Our rearing program is an outgrowth of nearly 40 years of research by Allen C. Cohen. Allen’s past research on rearing and insect feeding systems biology began at the University of California, Riverside in the mid-1970s (with studies on desert cockroaches and blister beetles), continued at the University of Arizona and the USDA, Agricultural Research Service with predator rearing and mass-rearing of Lygus bugs and various Lepidoptera species in Tucson, Arizona and on cotton insects in Phoenix, Arizona. Allen finished his ARS career at Mississippi State University with the Biological Control and Mass-Rearing Research Unit (in the early 2000s), and he spent about 6 years running a small research/consulting business on insect diets and rearing systems. In 2010, Allen became a Research Professor in the Department of Entomology at North Carolina State University, where he has worked with dozens of insect species, developing diets, working out mass-rearing technology, and doing basic work on insect feeding biology.
The rearing program currently consists of several projects with special emphasis on the biology of waxworms (greater wax moth, Galleria mellonella), the matrix properties of insect diets, including the physicochemical nature of the diets, and rearing system optimization using design of experiments. The waxworm studies are focused on issues of diet-induced thermogenesis as illustrated by these thermal images:
Diet Matrix and Physicochemical Characteristics. Other current research in Professor Cohen’s laboratory deals with rearing system inquiry using the powers of design of experiments to explore biological aspects of rearing system components as well as physicochemical investigations of such factors as diet texture, diet pH, antioxidants (anti-free radicals), and various other diet and rearing system phenomena. One of our most intensive inquiries questions the factors that contribute to diet texture as a basis for diet palatability and stability.
Note in the top figure, the hornworm diet is a complex mixture of nutrients and functional components (antioxidants, texturizers, and antimicrobials, for example), and the nature of the interface of the diet components along with the processing (mixing, heating, shaping, and storing) results in sensory properties of the diet, as well as bioavailability and stability of the diet. In teasing out the factors that contribute to the diet’s overall characteristics and suitability for the target insect, we see that casein and torula for example have complex effects on the diet’s hardness–effects that are not predictable from an intuitive approach. Therefore, the multiple-factor design of experiments approach is the most effective way to understand the kinds of interactions between the five selected diet components that were tested.
New book by Allen Carson Cohen coming out in May 2021
The latest book by Allen Carson Cohen will be released in May, 2021. It contains a comprehensive treatment of insect rearing systems from the ancient practice of silkworm rearing through 2020. It treats insect rearing as a science and explains how design, operation, and control of rearing systems are applied.

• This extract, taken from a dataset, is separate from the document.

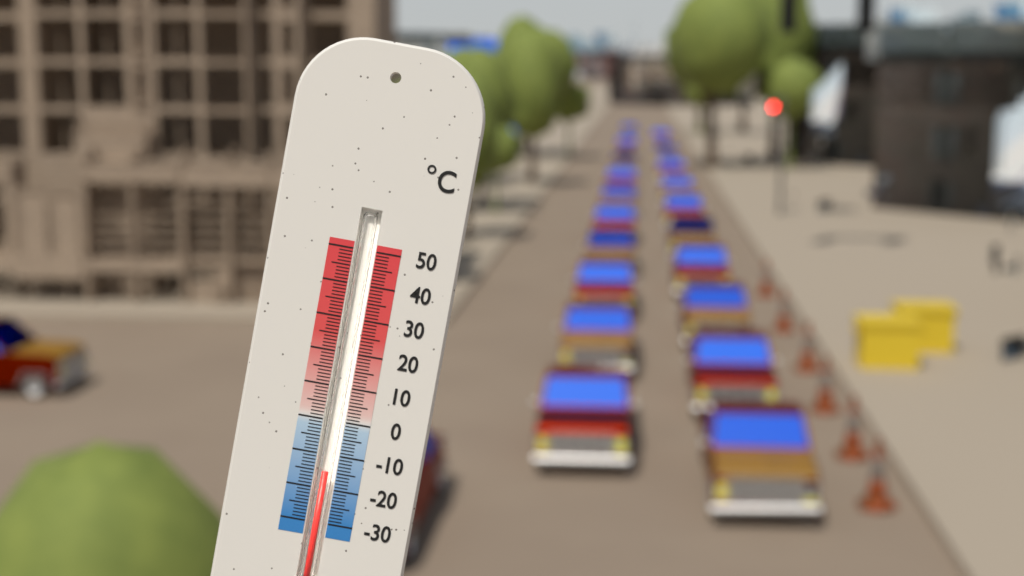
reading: -15 °C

This book contains a comprehensive treatment of insect rearing systems. It draws from hundreds of publications on insect rearing, treating the oldest rearing systems for silkworms, the history of rearing advancements, and up-to-date treatment of quality, process control, and how insect rearing systems are kinds of artificial ecological niches. Chapters on publishing scientifically-based papers on rearing and rearing education are included.